Community & Outreach

Here's a few things I've been involved with.

Astronomy Hack Days and .Astronomy

The .Astronomy conferences, led for 7 years by Oxford astronomer and TED Fellow Dr. Rob Simpson (now at Google), bring together scientists and educators to share ideas and collaborate on innovative computing projects for astronomy to leverage the immense potential of modern computers and the web. Over the years .Astronomy has created a growing community of astronomers who think and work creatively on new ways of exploiting the web for science, and as part of the conference we organised the first astronomy-themed hack days. I organised the 2009 and 2012 instalments of .Astronomy. In 2014 I hosted a software hack day at the SPIE conference on Astronomical Telescopes & Instrumentation in Montreal; I'll be helping to organise a similar event at the 2016 SPIE conference in Edinburgh.

Citizen Science

The Zooniverse group, based in Oxford and Chicago and led by Dr. Chris Lintott, have created a suite of citizen science projects in areas from astrophysics to ancient Egyptian papyrology. I'm a member of the science team for the Milky Way Project, which aims to study star formation in the plane of our Galaxy using survey images from the Spitzer Space Telescope. By gathering data on the images from thousands of volunteers, we can perform statistical studies of galactic star formation, and use our volunteers' data to train machine learning algorithms. Citizen science provides a unique avenue for the research community to engage with thousands of keen enthusiasts around the world.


[ACTIVITY] Take from the data every line in which the word "structured" is found.

[DATA RECORDS]
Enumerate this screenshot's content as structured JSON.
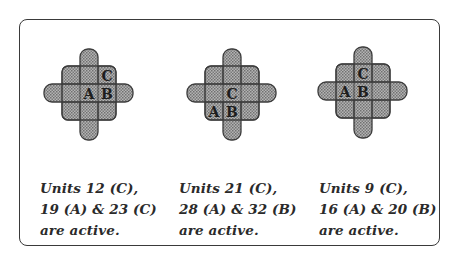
{
  "diagram": {
    "colors": {
      "frame": "#3a3a3a",
      "shape_fill": "#9a9a9a",
      "shape_stroke": "#3c3c3c",
      "text": "#2a2a2a"
    },
    "panels": [
      {
        "id": "panel-1",
        "labels": [
          {
            "text": "A",
            "row": 2,
            "col": 2
          },
          {
            "text": "B",
            "row": 2,
            "col": 3
          },
          {
            "text": "C",
            "row": 1,
            "col": 3
          }
        ],
        "caption": {
          "line1": "Units 12 (C),",
          "line2": "19 (A) & 23 (C)",
          "line3": "are active."
        }
      },
      {
        "id": "panel-2",
        "labels": [
          {
            "text": "C",
            "row": 2,
            "col": 2
          },
          {
            "text": "A",
            "row": 3,
            "col": 1
          },
          {
            "text": "B",
            "row": 3,
            "col": 2
          }
        ],
        "caption": {
          "line1": "Units 21 (C),",
          "line2": "28 (A) & 32 (B)",
          "line3": "are active."
        }
      },
      {
        "id": "panel-3",
        "labels": [
          {
            "text": "C",
            "row": 1,
            "col": 2
          },
          {
            "text": "A",
            "row": 2,
            "col": 1
          },
          {
            "text": "B",
            "row": 2,
            "col": 2
          }
        ],
        "caption": {
          "line1": "Units 9 (C),",
          "line2": "16 (A) & 20 (B)",
          "line3": "are active."
        }
      }
    ]
  }
}
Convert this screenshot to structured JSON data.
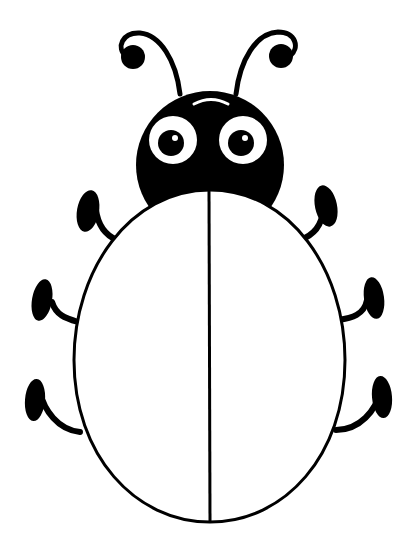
{
  "illustration": {
    "subject": "cartoon ladybug outline",
    "colors": {
      "ink": "#000000",
      "fill": "#ffffff",
      "background": "#ffffff"
    },
    "parts": [
      "antennae",
      "head",
      "eyes",
      "body-shell",
      "center-line",
      "legs"
    ],
    "leg_count": 6,
    "eye_count": 2
  }
}
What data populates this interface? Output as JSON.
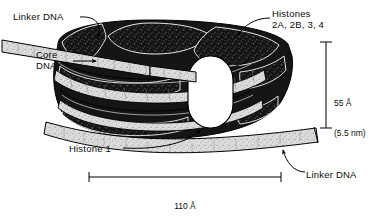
{
  "figure": {
    "background_color": "#ffffff",
    "ink_color": "#000000",
    "dna_fill_color": "#d8d8d8",
    "histone_fill_color": "#1a1a1a",
    "histone1_fill_color": "#ffffff"
  },
  "labels": {
    "linker_dna_top": "Linker DNA",
    "core_dna": "Core\nDNA",
    "histones": "Histones\n2A, 2B, 3, 4",
    "histone_1": "Histone 1",
    "linker_dna_bottom": "Linker DNA"
  },
  "dimensions": {
    "height": {
      "value": "55 Å",
      "nanometers": "(5.5 nm)",
      "orientation": "vertical"
    },
    "width": {
      "value": "110 Å",
      "nanometers": "(11 nm)",
      "orientation": "horizontal"
    }
  },
  "icons": {
    "leader_arrow": "arrow-icon",
    "dimension_bar": "dimension-bar-icon"
  }
}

[RESULT FOR THIS EXERCISE]
Enumerate this screenshot's content as structured JSON.
Convert this screenshot to structured JSON data.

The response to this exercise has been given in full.